Wednesday November 20, 2024, Pierre Palmade was sentenced to five years in prison, two of which were closed. Found guilty of involuntary injuries following the accident he caused, the comedian was not tried for intentional homicide. Remember, during this tragic accident, a 6-month pregnant woman lost her child. But justice does not retain the qualification of homicide, considering that the child was not stillborn.
For the podcast What is the law?journalist Laurent Neumann received two leading specialists to fully understand this fundamental question of law. The investigating judge “considering that the texts aim at the death of others and for it to be considered that it is about others there must be a person who was born alive and that a fetus is not in the eyes of the law, others. This is the reason why we could not consider, here, that there was homicide.” indicates Jean-Baptiste Perrier, Dean of the University of Aix-Marseille.
The central question of the deceased fetus
To which, the one who officiates on BFMTV relaunches: “Sorry to go into details which will seem a little morbid to you but it turns out that I had the opportunity to read the file and it turns out that this child was born”, describes Laurent Neumann.
“For around thirty minutes, we tried to resuscitate him but he gave no sign of life so we consider that he was stillborn, or more precisely, died in-utero”. A fundamental question in the trial of Pierre Palmade.
Pierre Palmade tried for injuries and not homicide
To which the expert will try to explain the difference between two cases: “We will distinguish depending on whether the child has breathed or not. It is a criterion which is very concrete and tragic because if the child dies in-utero, he was never born alive and therefore he has never attained the status of person, in the sense of the law and is therefore not never became someone else”he explains.
This is what happened during the accident caused by Pierre Palmade. “On the other hand, if he suffers an in-utero accident, he is born, he does not breathe even for a single moment and he dies, he will have in this short moment accessed this status of person (…) and we can retain the qualification of involuntary homicide”.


(Task):
Go through the data and report each line that holds the string "Image".

(Records shown):
=== Begin Enclosure ===
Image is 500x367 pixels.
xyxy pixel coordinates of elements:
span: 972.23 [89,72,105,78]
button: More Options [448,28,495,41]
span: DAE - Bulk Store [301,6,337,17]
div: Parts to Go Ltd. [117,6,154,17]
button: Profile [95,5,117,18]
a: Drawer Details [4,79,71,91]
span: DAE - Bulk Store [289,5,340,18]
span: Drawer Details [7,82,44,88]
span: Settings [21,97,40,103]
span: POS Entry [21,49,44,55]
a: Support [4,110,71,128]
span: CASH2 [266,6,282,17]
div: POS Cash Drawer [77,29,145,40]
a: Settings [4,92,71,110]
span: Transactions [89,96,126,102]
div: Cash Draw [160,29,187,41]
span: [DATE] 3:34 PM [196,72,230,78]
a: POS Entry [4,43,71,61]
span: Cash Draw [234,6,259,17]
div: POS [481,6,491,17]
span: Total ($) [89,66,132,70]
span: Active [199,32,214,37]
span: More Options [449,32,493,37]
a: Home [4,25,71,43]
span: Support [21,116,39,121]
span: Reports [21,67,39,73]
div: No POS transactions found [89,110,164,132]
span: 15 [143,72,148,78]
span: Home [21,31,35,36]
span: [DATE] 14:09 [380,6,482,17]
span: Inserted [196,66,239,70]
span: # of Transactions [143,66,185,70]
=== End Enclosure ===
=== Begin Enclosure ===
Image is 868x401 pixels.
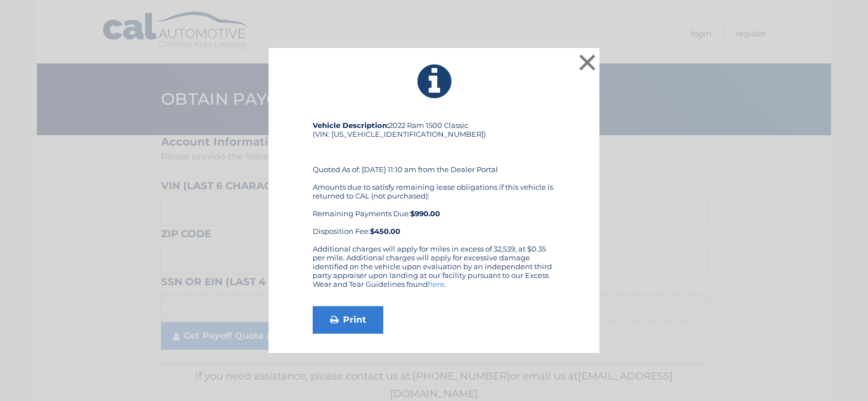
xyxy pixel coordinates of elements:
=== End Enclosure ===
(Response area):
Image is 500x367 pixels.
Image is 868x401 pixels.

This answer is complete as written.